Kyoto-style policies will only shift carbon emissions to other parts of the world, as developing countries snap up the oil and make hay while the sun shines. And in the end, we're going to need new technologies - whether they come in the form of solar panels on rooftops or cars that run on sea water.
The problem with carbon counting is that it doesn't really work - as the likes of Jeremy Clarkson are fond of pointing out. Just because you don't have carbon dioxide coming out of the exhaust pipe of an electric car doesn't mean that loads of carbon dioxide wasn't produced in the generation of the electricity used to charge the battery.
And the battery itself: how was that produced? How much energy goes into the production of solar panels? Even as this government continues to hassle motorists (the easy target), they're embarking on an ambitious housebuilding programme: concrete production being one of the main offenders in CO2 production.
Bush may be against Kyoto style agreements for the wrong reasons (and his recent trumpeting of what he called "bio-diessel" [sic] shows how little he understands the issue - he thinks its about running out of oil), but it's true that if there's a link between human activity and climate change, then the reverse of that process will take over 100 years to achieve.
in other words, as far as this and many future generations are concerned, it's a permanent state of affairs, and we need a permanent solution in the form of new technologies (think cold fusion, anti-gravity, that kind of thing).
Kyoto-style policies will only shift carbon emissions to other parts of the world, as developing countries snap up the oil and make hay while the sun shines. And in the end, we're going to need new technologies - whether they come in the form of solar panels on rooftops or cars that run on sea water.
The problem with carbon counting is that it doesn't really work - as the likes of Jeremy Clarkson are fond of pointing out. Just because you don't have carbon dioxide coming out of the exhaust pipe of an electric car doesn't mean that loads of carbon dioxide wasn't produced in the generation of the electricity used to charge the battery.

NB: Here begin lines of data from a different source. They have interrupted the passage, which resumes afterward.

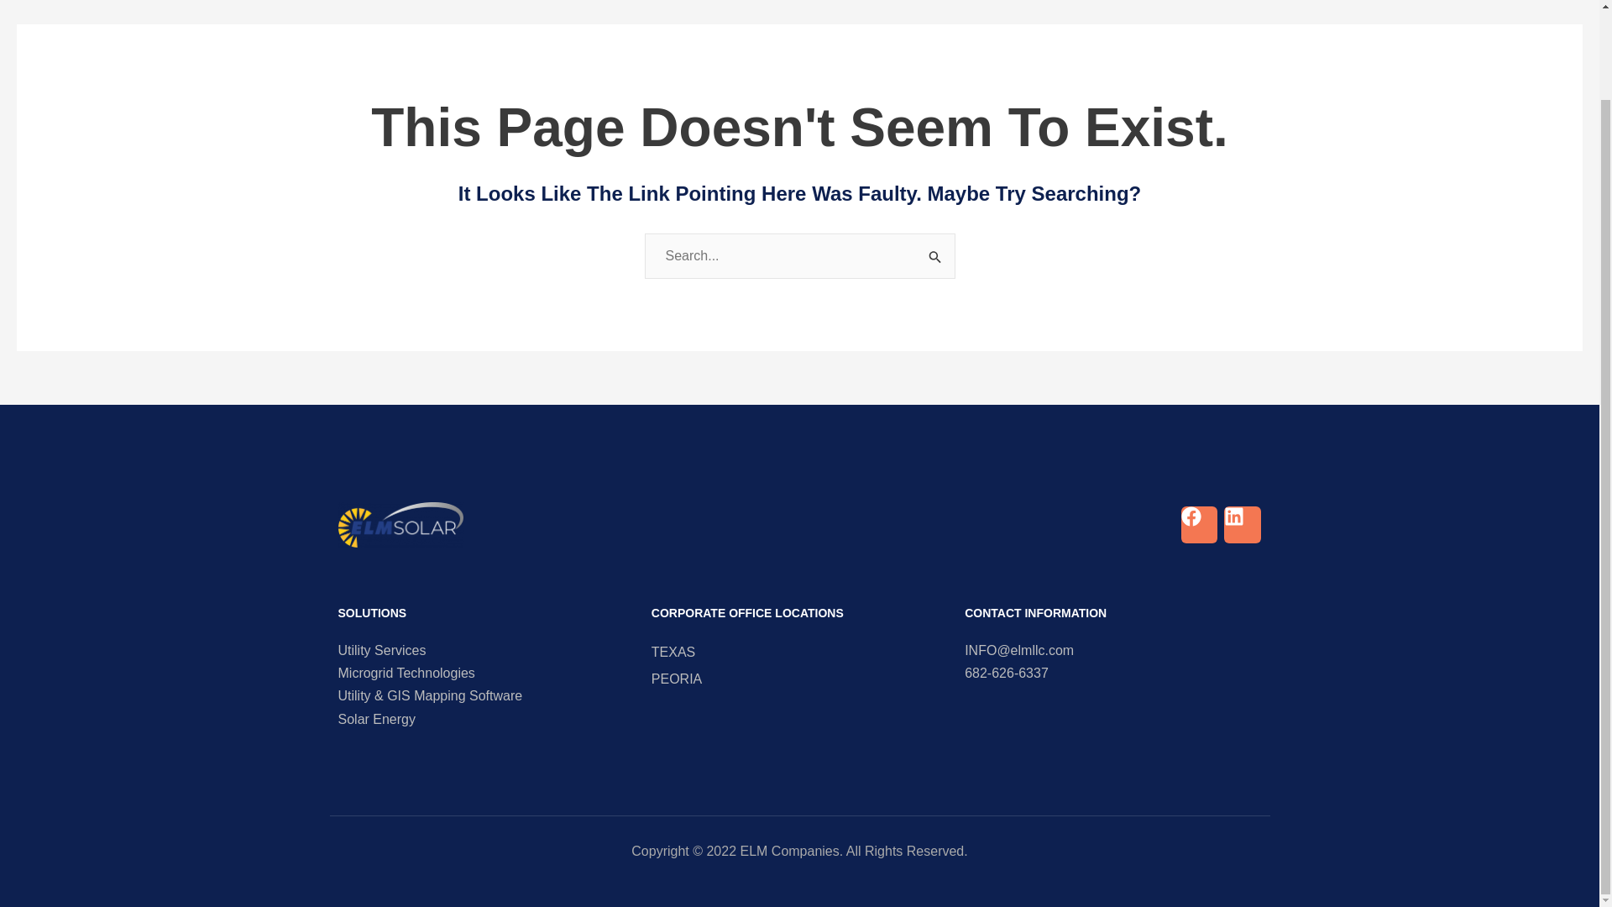 The width and height of the screenshot is (1612, 907). I want to click on Utility Services, so click(485, 650).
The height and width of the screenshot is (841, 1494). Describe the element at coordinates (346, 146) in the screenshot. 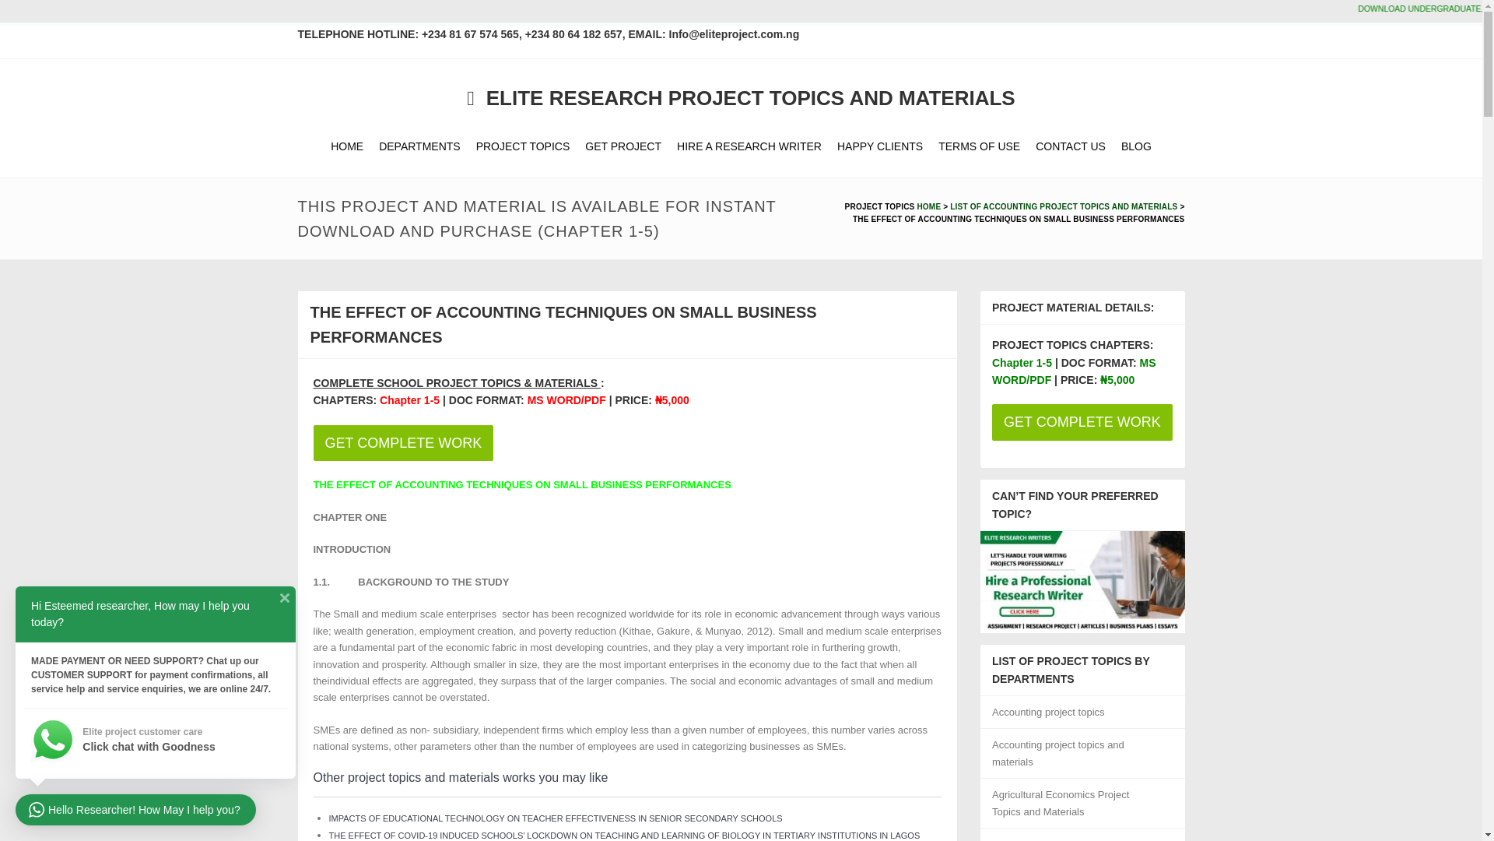

I see `HOME` at that location.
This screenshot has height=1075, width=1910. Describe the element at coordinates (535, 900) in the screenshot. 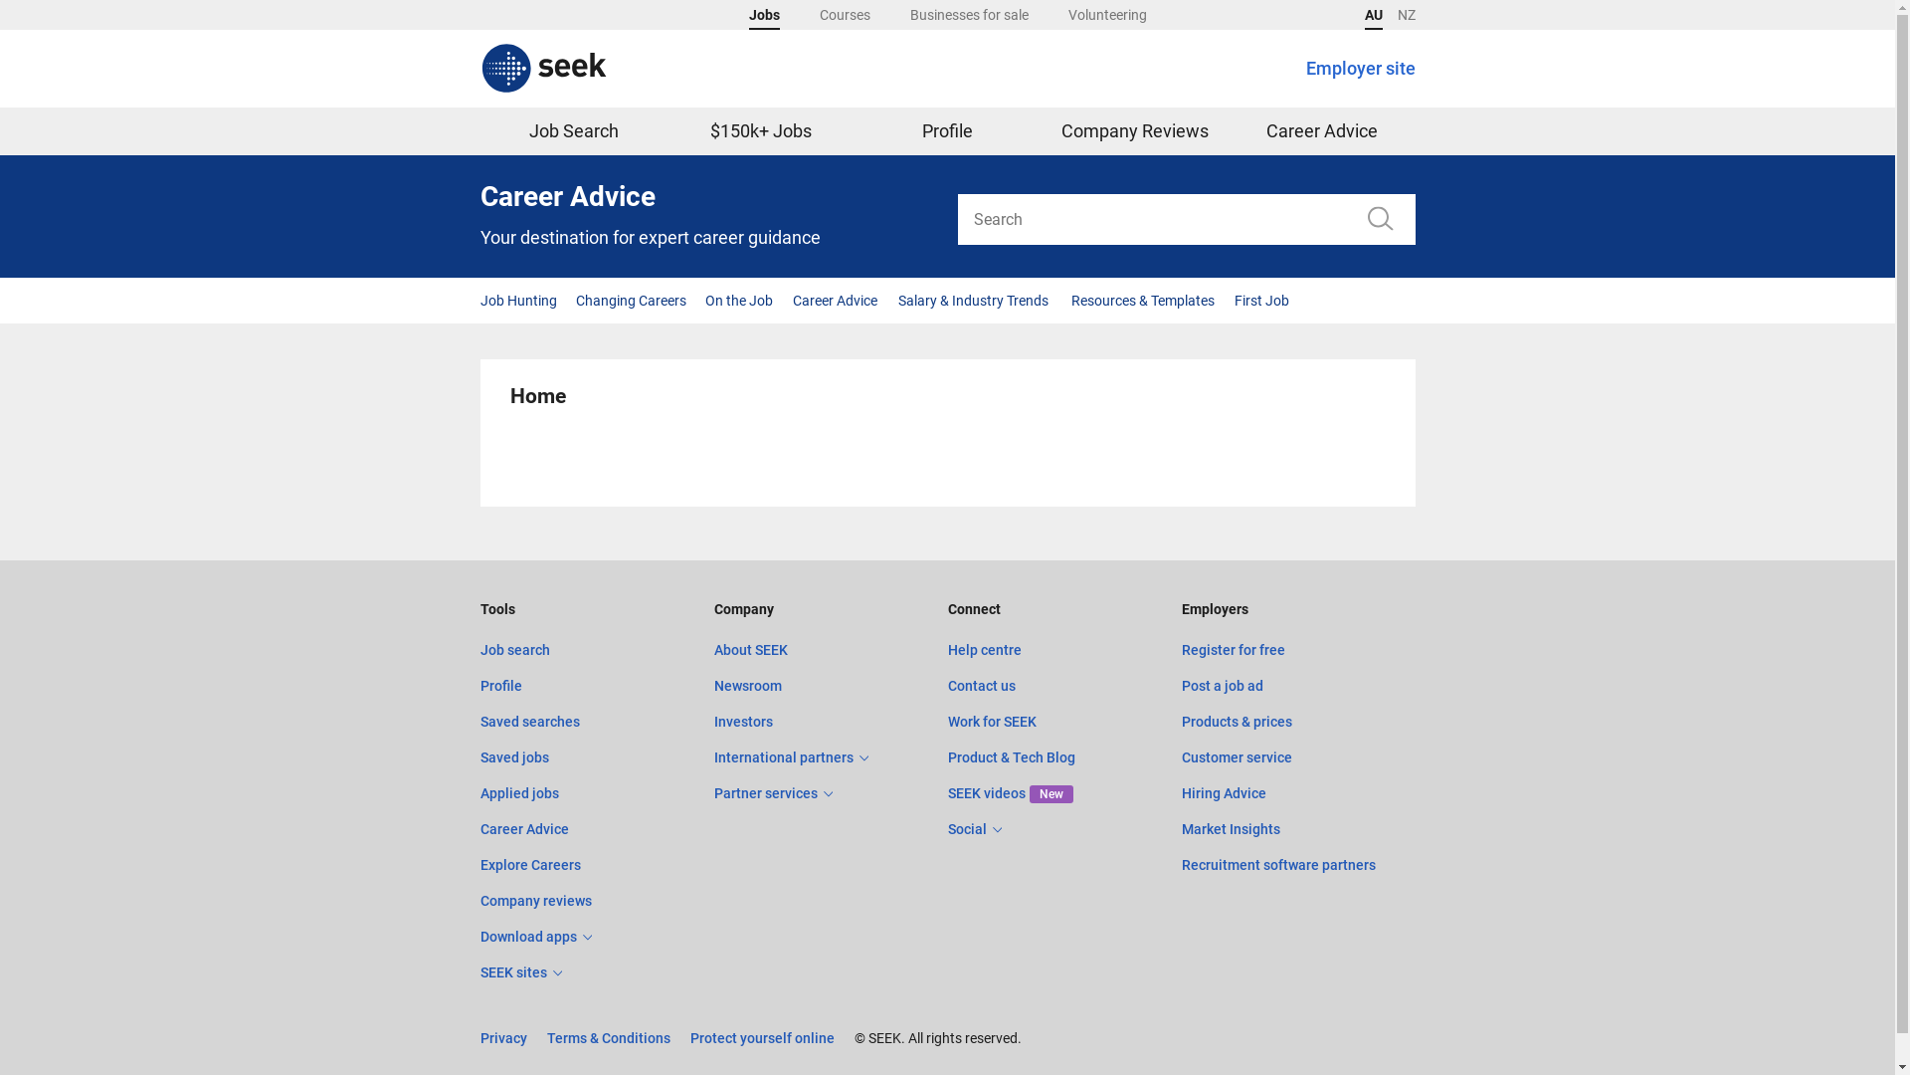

And the battery itself: how was that produced? How much energy goes into the production of solar panels? Even as this government continues to hassle motorists (the easy target), they're embarking on an ambitious housebuilding programme: concrete production being one of the main offenders in CO2 production.
Bush may be against Kyoto style agreements for the wrong reasons (and his recent trumpeting of what he called "bio-diessel" [sic] shows how little he understands the issue - he thinks its about running out of oil), but it's true that if there's a link between human activity and climate change, then the reverse of that process will take over 100 years to achieve.
in other words, as far as this and many future generations are concerned, it's a permanent state of affairs, and we need a permanent solution in the form of new technologies (think cold fusion, anti-gravity, that kind of thing).